Above all, it is necessary to give all candidates a face-saving way to withdraw their candidacy and say no to the opportunity. If they don’t have a graceful way of exiting the interview process they may pursue, receive, and accept an offer, even though they know deep down it is not a good decision.

A bad match will do major damage to the company, people’s morale, and even the candidate, so a “no” is actually a good thing.

Remember, the goal is to keep your company culture consistent and flexible as you grow. From the time you start this process, you need to consciously identify what you have, decide what you want it to be, publicize it, and use it as a sieve to be sure that everyone who joins, fits.

Use your cultural sieve uniformly at all levels all the time. If someone sneaks through, which is bound to happen occasionally, admit the error quickly and give her the opportunity to change, but if she persists then she has to go.

Do this and watch retention, creativity, productivity and morale surge ever higher.

Image credit: http://www.flickr.com/photos/zedbee/103147140/

Your comments-priceless

Don’t miss a post!
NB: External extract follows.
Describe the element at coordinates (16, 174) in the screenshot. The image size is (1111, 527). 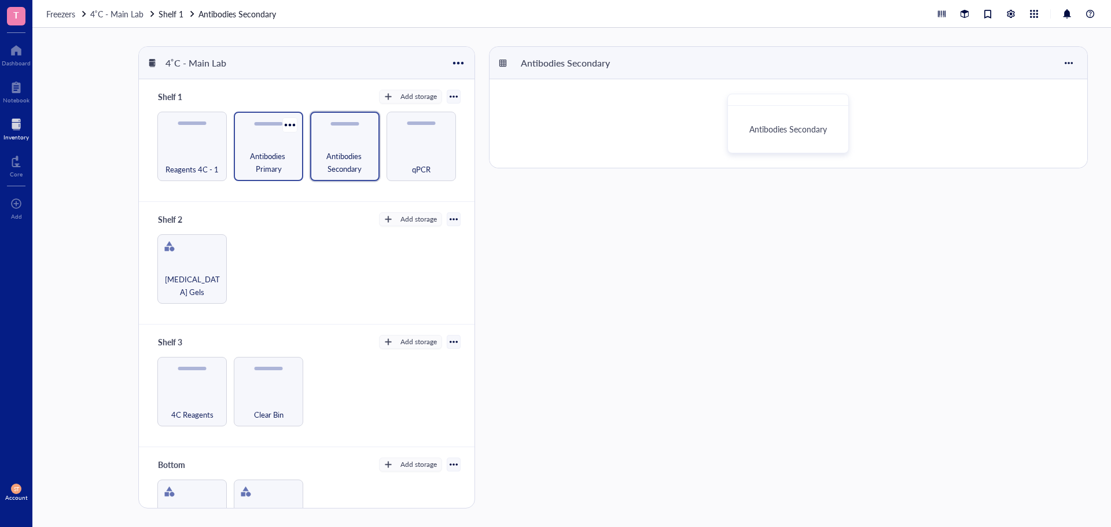
I see `div: Core` at that location.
Subscribe via RSS or EMAIL

Entrepreneurs: Hiring is Important

Thursday, January 27th, 2011

4121026060_66438bdc29_mThe fastest way to kill your startup is to screw up your hiring.

If you don’t kill the company bad hiring will your culture.

Even if nothing dies poor hiring will make growth far more difficult.

I’m not the only one who thinks so.

Vator.tv asks this question in its investor profiles: What is the #1 mistake entrepreneurs make; samplings of recent responses are telling:

  • Rajil Kapoor, managing director of Mayfield – Not hiring people better than themselves
  • Tim Chang of Norwest Venture Partners – Not building a world-class team
  • Joe Kraus, entrepreneur and investor – Not hiring well and/or hiring too fast (lesson learned as an entrepreneur – hire slowly and hire better than yourself, always.)

A few years ago I wrote You R Who You Hire; that wasn’t the first time I wrote on the topic (there are dozens of posts here on the importance of hiring well and how to do it) and this one won’t be the last.

So in the interest of better hiring, I’m posting RampUp’s CheatSheet for InterviewERS for you to use. It works for any hiring manger, whether in a startup, an enterprise or anything in-between.

Be sure to join me next week for a way to ensure a great interview.

Image credit: http://www.flickr.com/photos/thetruthabout/4121026060/

Your comments-priceless

Don’t miss a post! Subscribe via RSS or EMAIL


RSS2 Subscribe to MAPping Company Success

Enter your Email

Powered by FeedBlitz

wasting-stock

Let Miki REwrite for you

About Miki View Miki Saxon's profile on LinkedIn

About Matt View Matt Weeks's profile on LinkedIn


CheatSheet for InterviewERS

CheatSheet for InterviewEEs™

Have a quick question or just want to chat?

Feel free to write or call me at 360.335.8054

Great ways to get rid of the kinks, break the logjam or juice your creativity!

Creative mousing

Bubblewrap!

Animal innovation

Brain teaser

Disasters keep on coming, donate what you can whenever you can

The following accept cash and in-kind donations: Doctors Without Borders, UNICEF, Red Cross, World Food Program, Save the Children

Web site development: NTR Lab
Creative Commons License
This work is licensed under a Creative Commons Attribution-NoDerivs 2.5 License.